Bulletproof hosting ASes are often used by cyber criminals as they include the hosting of a wide range of illegal content, botnet C&C servers, and other malicious resources. They provide cyber criminals with a large number of resources to operate with.

The researchers present ASwatch as a system that identifies malicious ASes “using exclusively the control-plane (i.e., routing) behavior of ASes. It is based on the intuition that, in an attempt to evade possible detection and remediation efforts, malicious ASes exhibit “agile” control plane behavior. We evaluate our system on known malicious ASes; our results show that ASwatch detects up to 93% of malicious ASes with a 5% false positive rate, which is reasonable to effectively complement existing defense systems”, as noted in the research paper.

BGP Ranking is a free software developed by CIRCL to calculate the security ranking of Internet Service Provider (ASN). The system gathers external datasources in order to evaluate the ranking over time. The purpose is to detect fast any malicious activities of a specific AS number and to validate the data sources used for security.

The research compares the performance of ASwatch with BGP Ranking, “a state-of-the-art AS reputation system that relies on data-plane information.
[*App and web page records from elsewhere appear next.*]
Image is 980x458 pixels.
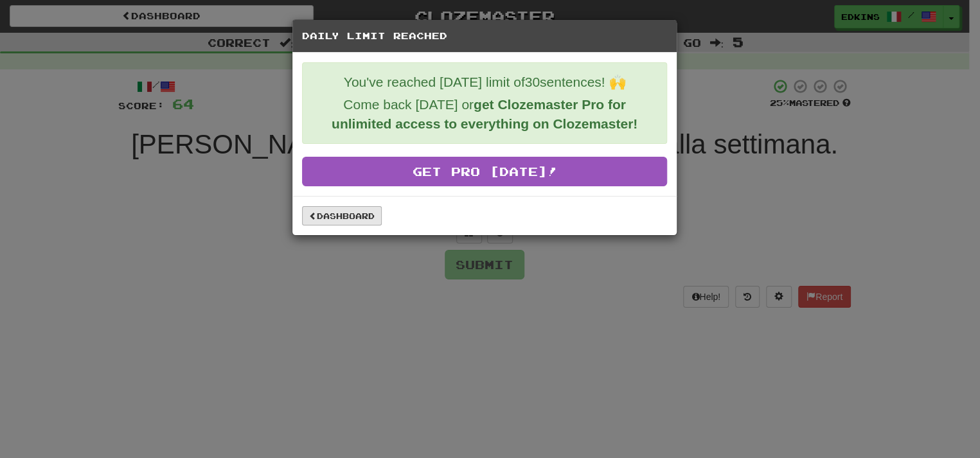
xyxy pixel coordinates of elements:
[302,30,667,42] h5: Daily Limit Reached
[312,73,657,92] p: You've reached [DATE] limit of 30 sentences! 🙌
[302,206,382,226] a: Dashboard
[312,95,657,134] p: Come back [DATE] or
[302,157,667,187] a: Get Pro [DATE]!
[332,97,637,131] strong: get Clozemaster Pro for unlimited access to everything on Clozemaster!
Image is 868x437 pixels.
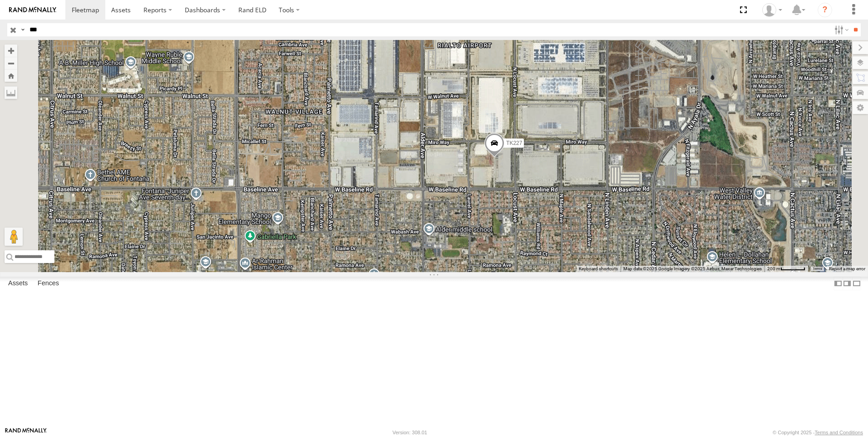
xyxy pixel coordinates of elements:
[9,7,56,13] img: rand-logo.svg
[768,266,781,271] span: 200 m
[4,70,18,81] button: Zoom Home
[4,87,18,99] label: Measure
[19,23,26,37] label: Search Query
[393,430,427,435] div: Version: 308.01
[760,3,786,17] div: Norma Casillas
[4,45,18,56] button: Zoom in
[843,276,852,290] label: Dock Summary Table to the Right
[773,430,863,435] div: © Copyright 2025 -
[834,276,843,290] label: Dock Summary Table to the Left
[831,23,850,37] label: Search Filter Options
[853,276,861,290] label: Hide Summary Table
[853,101,868,114] label: Map Settings
[4,277,32,290] label: Assets
[507,140,522,146] span: TK227
[765,265,808,272] button: Map Scale: 200 m per 51 pixels
[5,427,47,437] a: Visit our Website
[813,267,823,271] a: Terms (opens in new tab)
[4,227,23,246] button: Drag Pegman onto the map to open Street View
[623,266,762,271] span: Map data ©2025 Google Imagery ©2025 Airbus, Maxar Technologies
[817,3,832,18] i: ?
[579,265,618,272] button: Keyboard shortcuts
[829,266,866,271] a: Report a map error
[4,56,18,70] button: Zoom out
[815,430,863,435] a: Terms and Conditions
[33,277,64,290] label: Fences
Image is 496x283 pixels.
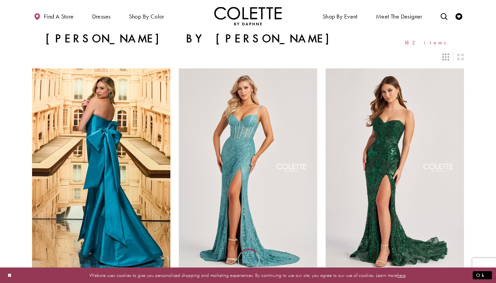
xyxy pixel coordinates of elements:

Our analysis over nearly three years shows that ASwatch detects about 72% of the malicious ASes that were observable over this time period, whereas BGP Ranking detects only about 34%”. “These results suggest that a potential collaboration and sharing on this topic would be highly interesting to improve overall security on Internet. Another engaging part is the use of open data in order to improve research validation and provide a ground for new research in the field of information security.”, explains Alexandre Dulaunoy from CIRCL.

Read the full paper here : Konte, Maria, Roberto Perdisci, and Nick Feamster. “ASwatch: An AS Reputation System to Expose Bulletproof Hosting ASes.” Proceedings of the 2015 ACM Conference on Special Interest Group on Data Communication. ACM, 2015.